Shrewder Than We Imagine?

So Iran is messing with us to disguise their nuclear progress? These authors are on to something, but they under-estimate the problem.

Iran keeps raiding their stockpile of 20% enriched Uranium to delay the estimated time it will be before Iran has enough to further enrich for a bomb. Iran is doing this to buy time to increase their ability to break out of the talks and denial farce and race to nuclear capabilities:

Together, the new IR-1 and IR-2m centrifuges would more than double the current output of the Natanz facility. This would translate into a nearly 50 percent reduction – from 99 days to 52 – in the time it would take Iran to produce 20 kilograms of HEU, the minimum for a nuclear weapon.

Thus, Iran might be delaying the day when it is ready to make the dash to a nuclear weapon, but is ensuring that the dash will be as short as possible. In effect, Iran is shrewdly sidestepping Israel’s red line while raising the stakes for the next round of international negotiations.

I think the author has the right idea, but if I was an Iranian nutball, I'd worry that 52 days was way too long to race to the security that they believe atomic weapons will provide them. Sure, there could be a couple weeks of not being sure if they passed the threshold and a couple more weeks to decide to strike. But that would still leave more than three weeks to attack Iran and keep Iran from crossing that red line.

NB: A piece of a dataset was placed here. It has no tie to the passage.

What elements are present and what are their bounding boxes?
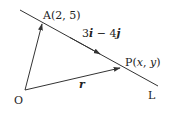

If I was chief nutball of Iran, I'd want some nukes before I start racing to produce as much HEU as I can:

The problem from Iran's point of view is that they can't know if crossing one of these lines could trigger an American or Israeli preemptive strike out of fear that further delay in attacking would be too late to prevent Iran from getting nuclear weapons. And if I was an Iranian nutball, I wouldn't assume the Americans and Israelis couldn't knock out my infrastructure.

Were I an Iranian nutball, under those circumstances, I'd want at least a few atomic warhead on hand before I announce capabilities to produce atomic weapons-grade material. Which would mean I'd have had to have bought some from either North Korea or Pakistan--or possibly even from some broke custodian of Russia's arsenal.

If Iran can announce both the ability to make nuclear bomb material and the possession of actual nuclear weapons--perhaps by detonating one in a test on their own territory--Tehran would quite possibly deter an attack on Iran's nuclear infrastructure.

We're not dealing with idiots. If the Iranian mullahs believe there are red lines that trigger Israeli or American action, why wouldn't they take counter-actions rather than just blindly cross those lines and provide a pretext for military action against them?

The Iranians are nuts. But they aren't stupid. If I was the chief Iranian nutball, I'd buy nukes from impoverished North Korea--which seems to have perfected their design--or at least buy the design blueprints from North Korea while bringing in the HEU for the warhead from sources that don't have the same level of attention as those centrifuges receive, and which we seem to be defining as the red line for action.